Friday, September 29, 2006

[Tools] Video blogging is easier than you think...

I'll be the first to admit that I'm no Orangette when it comes to writing a food blog. I have been preparing a post that involves cooking eggs, and I couldn't for the life of me put my technique into words. So I went and embedded a video into my post. I'd never done it before, and I was surprised how easy it was given a few important tools and web sites.

Here's what I've learned.

1. Take video - Most (if not all) digital cameras take small videos. Since this video is internet-bound, it doesn't have to be hollywood quality.

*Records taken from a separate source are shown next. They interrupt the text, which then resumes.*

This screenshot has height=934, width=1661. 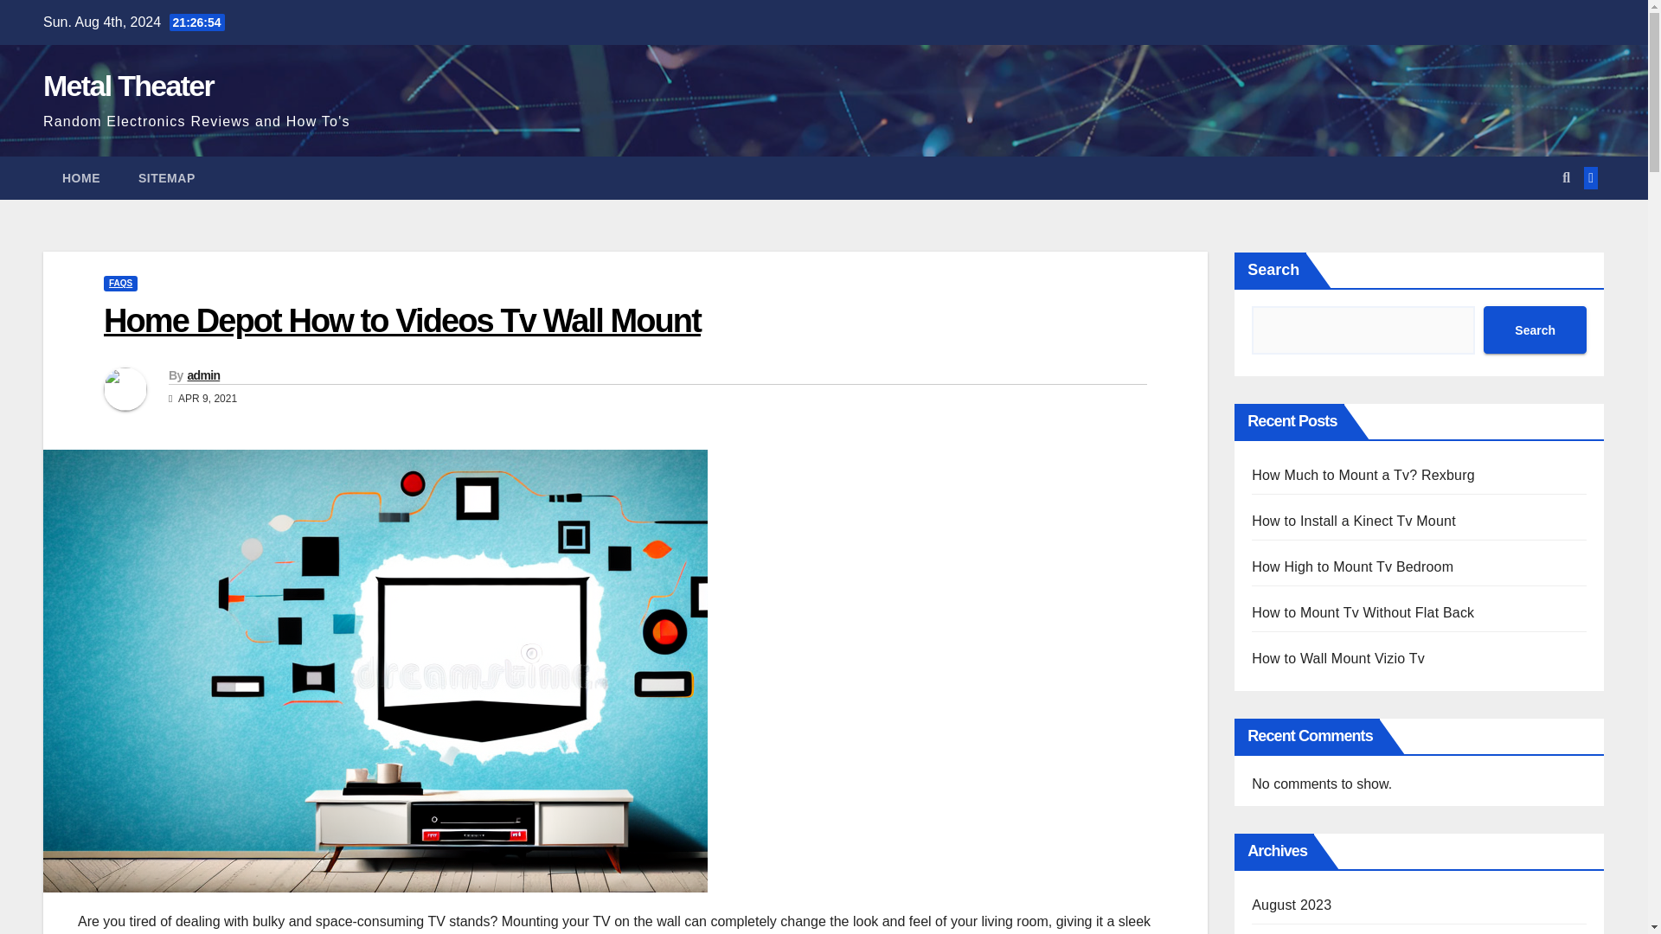 What do you see at coordinates (128, 85) in the screenshot?
I see `Metal Theater` at bounding box center [128, 85].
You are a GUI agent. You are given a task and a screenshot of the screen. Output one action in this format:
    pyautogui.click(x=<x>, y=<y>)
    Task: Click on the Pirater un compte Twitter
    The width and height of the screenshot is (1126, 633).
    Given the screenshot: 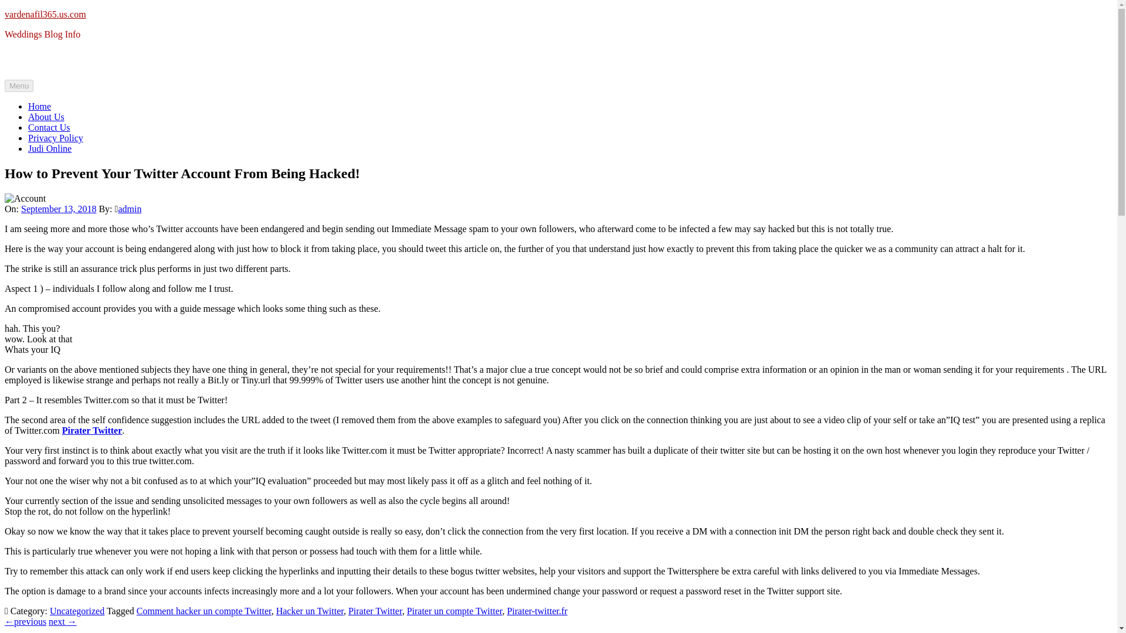 What is the action you would take?
    pyautogui.click(x=454, y=611)
    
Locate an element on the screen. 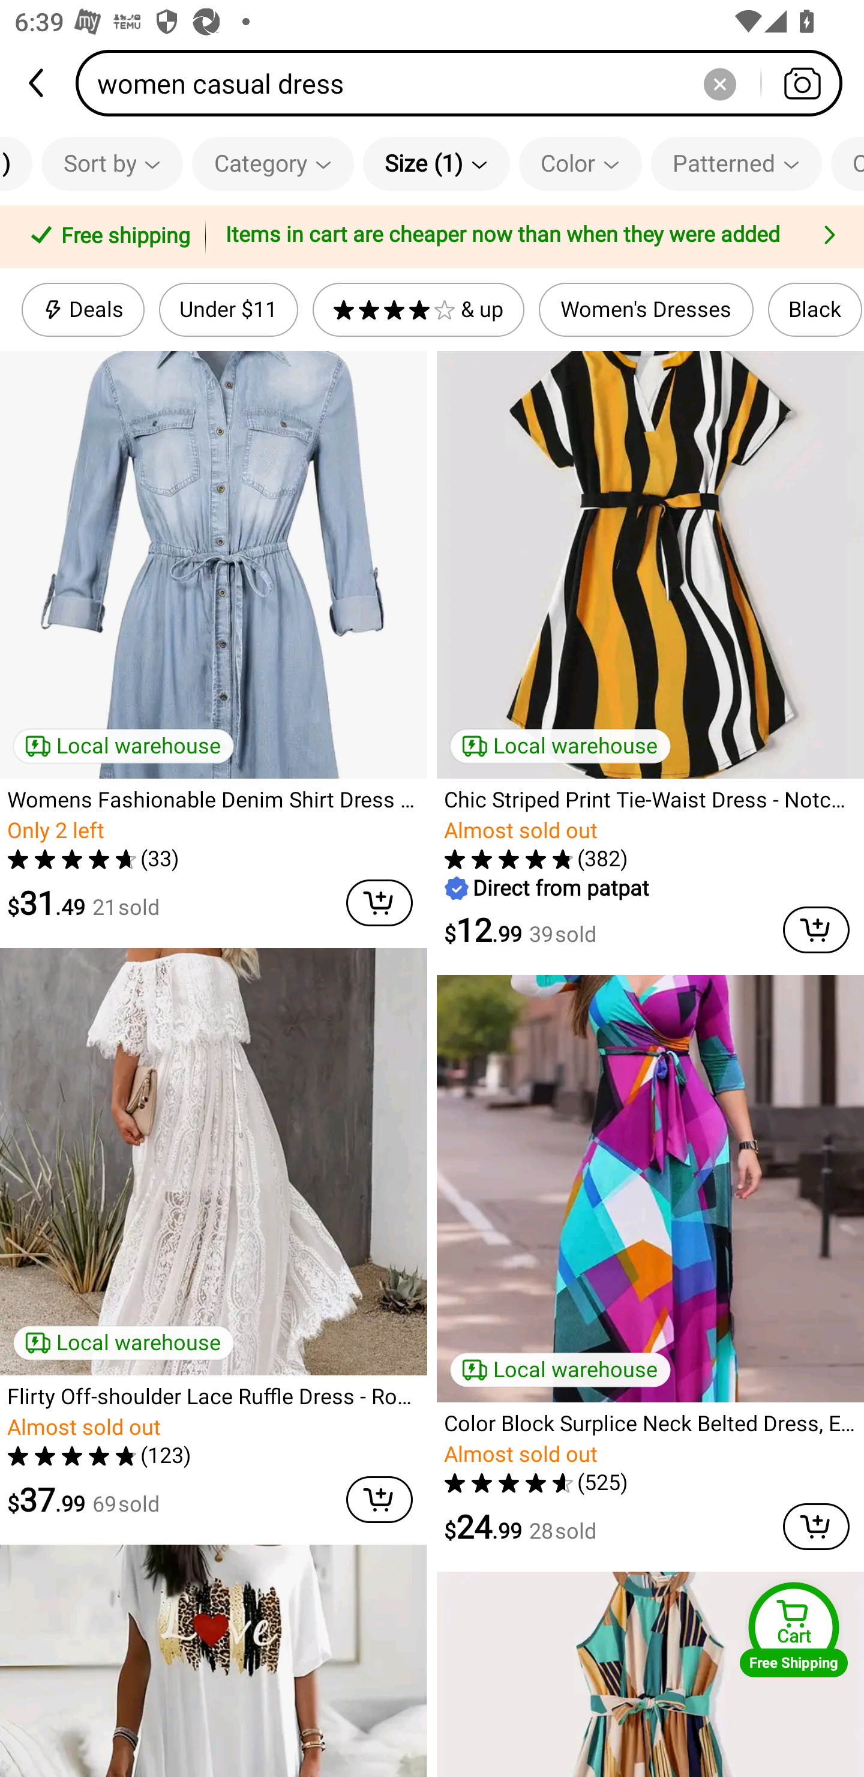  women casual dress is located at coordinates (466, 83).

Even a 640x480 video is overkill for embedding into a post. It helps tremendously if you use a tripod or some other stable base to film. This will avoid the dreaded "home movie shakes".

2. Edit video - All Windows XP machines should have Windows Movie Editor. This is an excellent program for beginners. There are a host of fancy transition and editing functions in this free program. This is important to me, since my camera only takes 30 second videos and the video I needed was 45 seconds long. WME allowed me to trim excess video off each clip and splice them together. If you don't have this on your WinXP machine, you can get it by upgrading (for free) to service pack 2.

3. Create a YouTube account - YouTube allows you to post videos for free, and it has html code for embedding the video in your post.

4. Upload the video - YouTube has easy to follow instructions for this.

5. Embed in your post - I use blogger, which had a cow with the HTML code. Don't worry, it's fine. Just check "Stop showing HTML errors for this post" and save as draft or publish. The video won't appear in your composer, but it'll pop up on the preview.

Voila! Video in your blog. Here's the finished product.

This sounds really complicated, but I went from idea to internet video in less than 30 minutes. Once you get good at it, I'm sure it'll take considerably less.

Have fun!

This Post was written by William from Never Trust a Skinny Chef...

7 comments:

William Conway said...
This comment has been removed by a blog administrator.
Kalyn Denny said...

Thanks for all the tips. I made a podcast for Christmas last year, but I was doing it in a class where I had lots of help! I've been scared to even attempt a video, but this sounds manageable.

Rachael Narins said...

There is a really easy program called STICKAM too...

www.stickam.com

Kalyn Denny said...

Hey I went to see the video now that you fixed the link and it's great. I assume someone else was shooting the video while you were cooking?

Parisbreakfasts said...

Wonderful! Now to get a digi-cam that does video...Thansk for sharing that.

Anonymous said...

I may be a late one on this. But my wife and I did this not long ago using stills and iMovie on a mac. On our first venture into semi-moving pictures (given ours was just a slide show with movies) it took us about 60-90 min to produce about a 1 min short complete with text and movies. It really is very simple and the feed back I got from it was really positive.

I also discovered my blog got clicks back from the YouTube people. Go figure on that front.

Its really simple. I'd encourage people to look into it!

William Conway said...

My wife was shooting the video. Actually, I could have started and stopped it myself and trimmed out the unnecessary parts using Windows Movie Maker.

Glad you all liked it! It's pretty cool and I hope to have more in the future!